July 01, 2008

Review of the Last.fm Open-Source Client for Linux

Last.fm is an open-source application licensed under the GPL, allowing you to listen to Last.fm radio stations and submit the songs in the same time. For those of you unfamiliar with Last.fm, it's a great social music community, allowing you to submit songs you currently listen to, statistics, forums for bands or music styles (or even more: Amarok has a group, most major distributions also, and you can start your own group about anything, match people and discuss), together with information for each artist, open for anyone to edit, just like the Wikipedia style.

The application is also included in Debian's repositories (and probably most other distributions), and it can be downloaded alternately from the Tools page on Last.fm. What I liked is that they also offer an online Debian repository for it here, although I recommend using the official package in Debian's repositories. But if you want the latest version, the repositories they provide are fine.

Main interface after logging in

The client is built using the Qt 4.3.4 libraries since April 2, 2008, so the integration with KDE 4.x should be just fine.
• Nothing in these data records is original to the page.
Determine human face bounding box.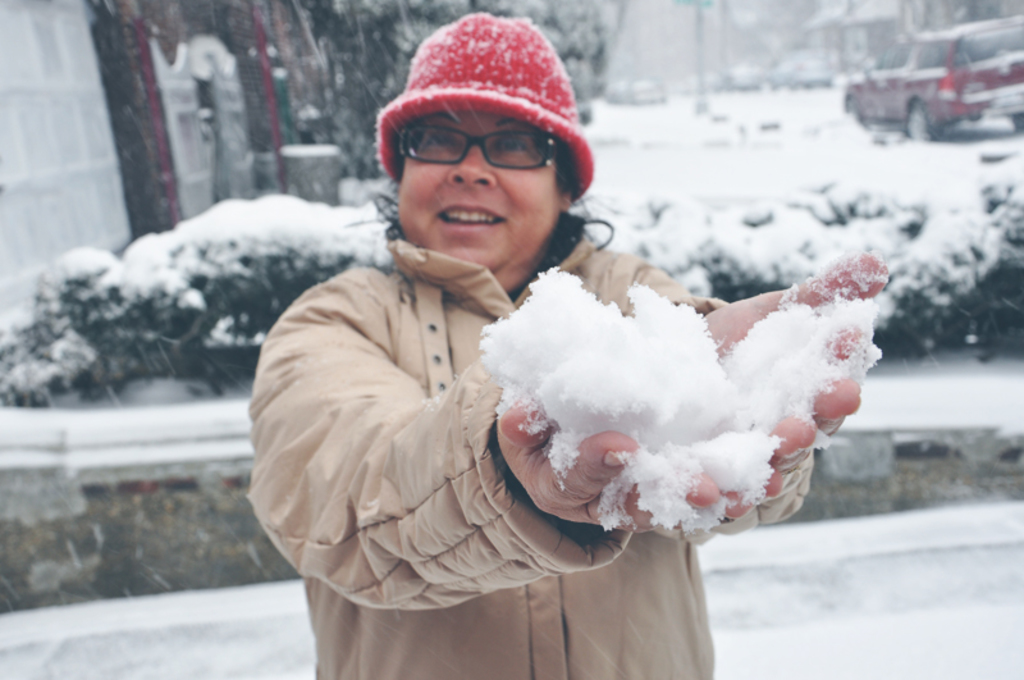
Determined: bbox=(396, 113, 562, 278).
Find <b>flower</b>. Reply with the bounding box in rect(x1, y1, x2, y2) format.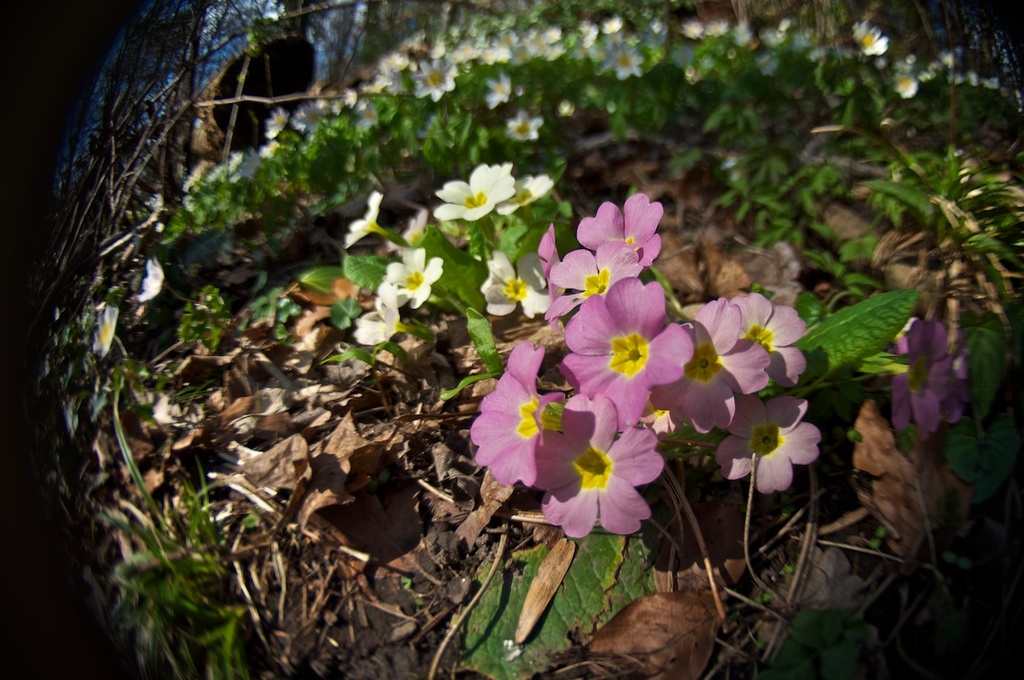
rect(566, 276, 695, 434).
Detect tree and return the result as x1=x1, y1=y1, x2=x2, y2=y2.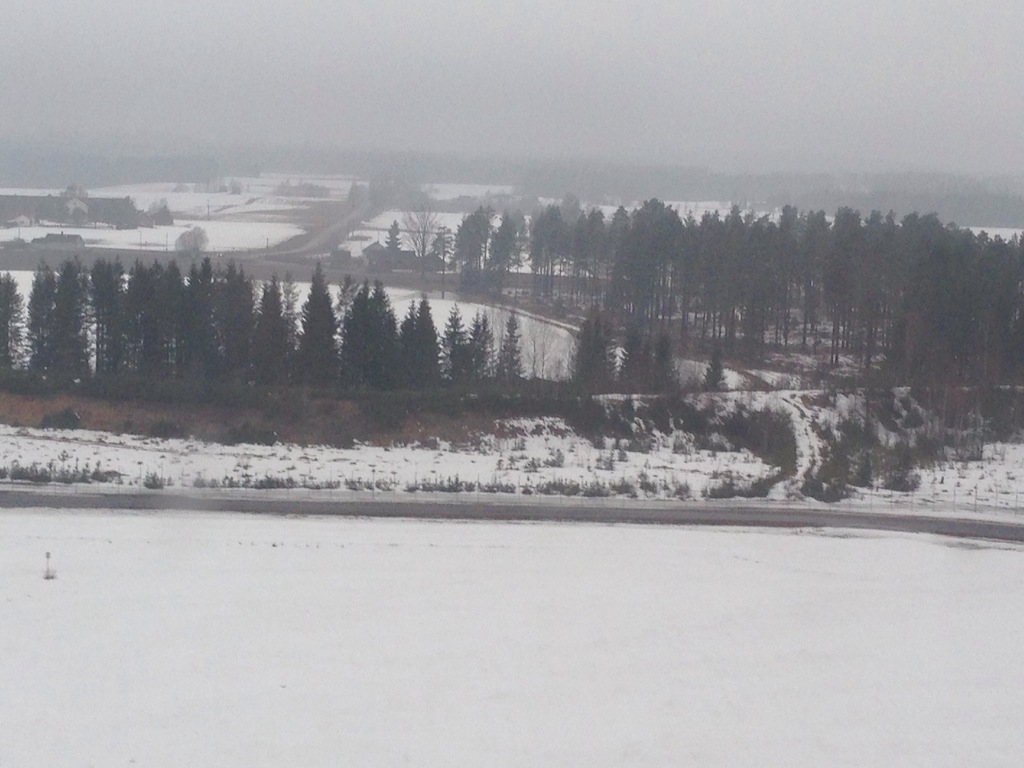
x1=610, y1=323, x2=644, y2=390.
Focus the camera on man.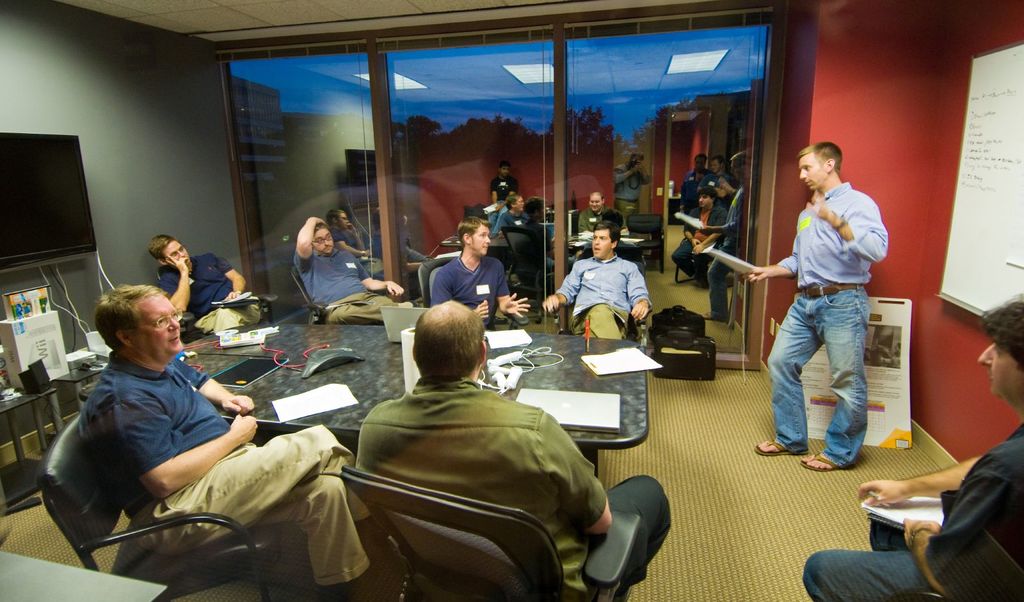
Focus region: crop(148, 233, 264, 333).
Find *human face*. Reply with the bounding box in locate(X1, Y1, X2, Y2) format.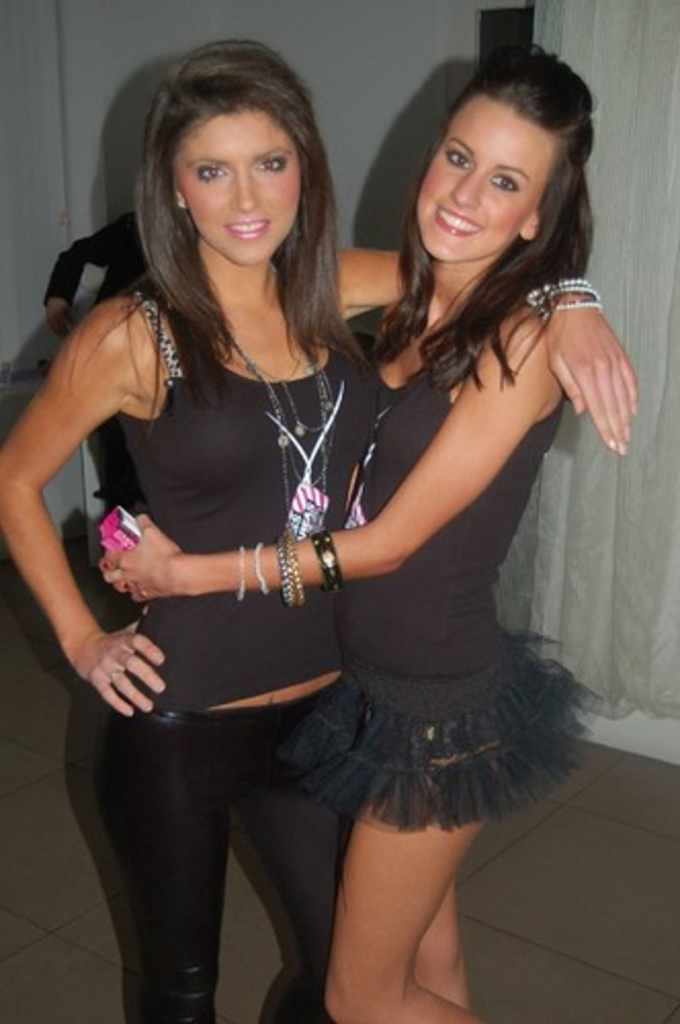
locate(174, 111, 303, 264).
You will also need a Last.fm account in order to use it.

Features
The left tab contains most of the important links for the Last.fm radio, like recently played, loved or banned songs, tags, friends, neighbours or history. You can love, ban or skip songs (but unfortunately I couldn't find any 'pause' button). You can also start your own radio station and add favourite songs there.

Listening to radio

It integrates with the system tray, and it's available in several languages, like English, French or Italian.
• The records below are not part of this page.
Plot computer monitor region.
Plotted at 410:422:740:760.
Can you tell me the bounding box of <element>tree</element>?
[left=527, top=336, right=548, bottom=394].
It also offers several configuration options, like the audio engine or the icon in the system tray.

Configuration

As a conclusion, the Last.fm client can prove very useful for persons who like to listen to internet radio a lot, unless you prefer to do it in your own audio player of choice. Overall, another nice free application for our delight, and these projects should really be encouraged and supported.

Updated: Jul 01, 2008 (Created: Jul 01, 2008)

2 comments:

Anonymous said...

Have you tried shell-fm ? I've used shell-fm since I heard about it. Much easier and quicker than the gui programs out there.

http://nex.scrapping.cc/code/shell-fm/

Craciun Dan said...

Not yet, but maybe I'll give it a try now that you mentioned it. Actually I'm not much into listening to radio anyway, I like to scrobble my tracks from the audio collection in Amarok.